The word settled heavily in my chest.

My father nodded once.

"Good. Tomorrow, the world will know."

The world.

My mother glanced at me, her expression soft but resolved.

"It's time," she said quietly.

The man turned toward me and bowed again—this time lower.

"To think the young master has grown so well," he said. "The blood of House Atradiés runs strong."

Atradiés.

The name struck something deep inside me.

Not familiarity.

Weight.

My father finally spoke again.

"Listen carefully," he said, his gaze fixed on me—not harsh, not gentle. "Even if you do not understand everything now, remember this moment."

I met his eyes.

Grey against steel.

"I am Duke Alaric Atradiés," he said. "Lord of the northern territories and head of House Atradiés."

A duke.

So that was it.

Not close to power.

At the center of it.

My mother placed a hand on my shoulder.

"And I am Elena Atradiés," she said. "Your mother."

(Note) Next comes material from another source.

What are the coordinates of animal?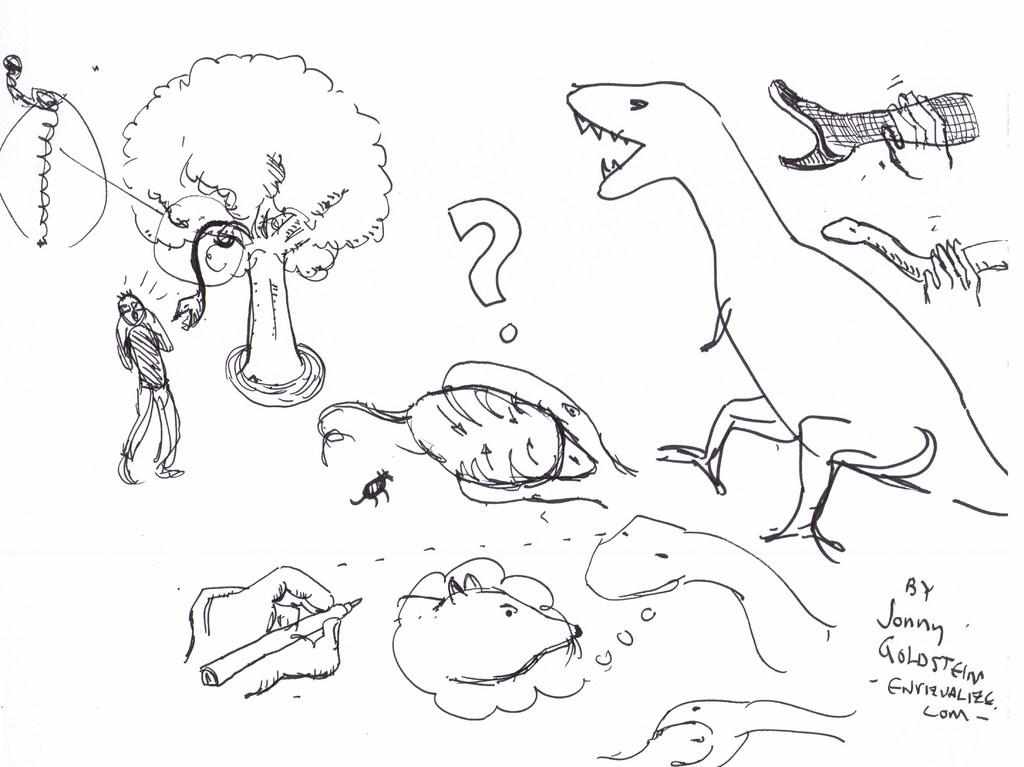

Then my father looked back at me.

"Tomorrow, your name will be announced to nobles, lords, and commoners alike," he continued. "It will be recorded. Observed."

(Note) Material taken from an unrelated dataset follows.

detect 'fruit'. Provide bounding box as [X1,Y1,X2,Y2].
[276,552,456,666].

The servants lowered their heads.

"Your name," he said, "is Amaniel Atradiés."

Amaniel.

The moment the name was spoken—

Something broke open in my mind.

Not a memory.

A feeling.

Cold.

Sharp.

Wrong.

A duke's son.

A public announcement.

A noble child revealed to the world.

I had read this.

My breath caught.

Not these names. Not this exact scene—but the structure.

The role.

I couldn't remember the title.

Couldn't remember the protagonist's face.

But I remembered one thing with terrifying clarity.

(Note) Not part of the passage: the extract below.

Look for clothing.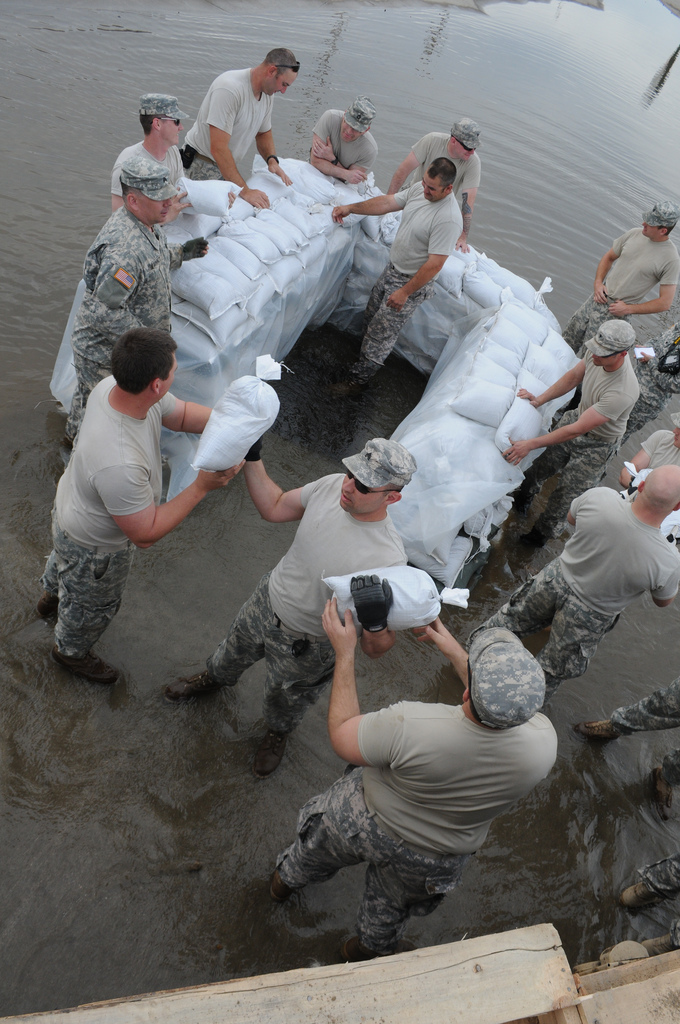
Found: box(78, 210, 191, 410).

The duke's son was not the hero.

He was a villain.

Not the final one.

Not the most evil.

But a stepping stone.

A noble born into power who stood in the protagonist's way.

A character whose fall marked the beginning of something greater.

My hands trembled slightly.

I forced them still.

I couldn't remember how I died.

Only that I did.

Publicly.

I remembered betrayal.

Loss.

A name spoken with contempt.

And blood.

The room was still.

No one noticed the storm inside me.

They saw only a calm child, seated quietly between his parents.

But inside—

Daniel Smith felt fear for the first time since rebirth.

So this world wasn't just like a novel.

It was one.

And I wasn't the protagonist.

That night, alone in my room, I stared at the ceiling.

Daniel Smith had died nameless on a road.

Amaniel Atradiés would be announced to the world tomorrow.

A villain.

One whose story I couldn't remember—

Only that it ended badly.

"…Then I won't follow it," I thought quietly.

If the world expected me to fall—

I would make sure it didn't know how.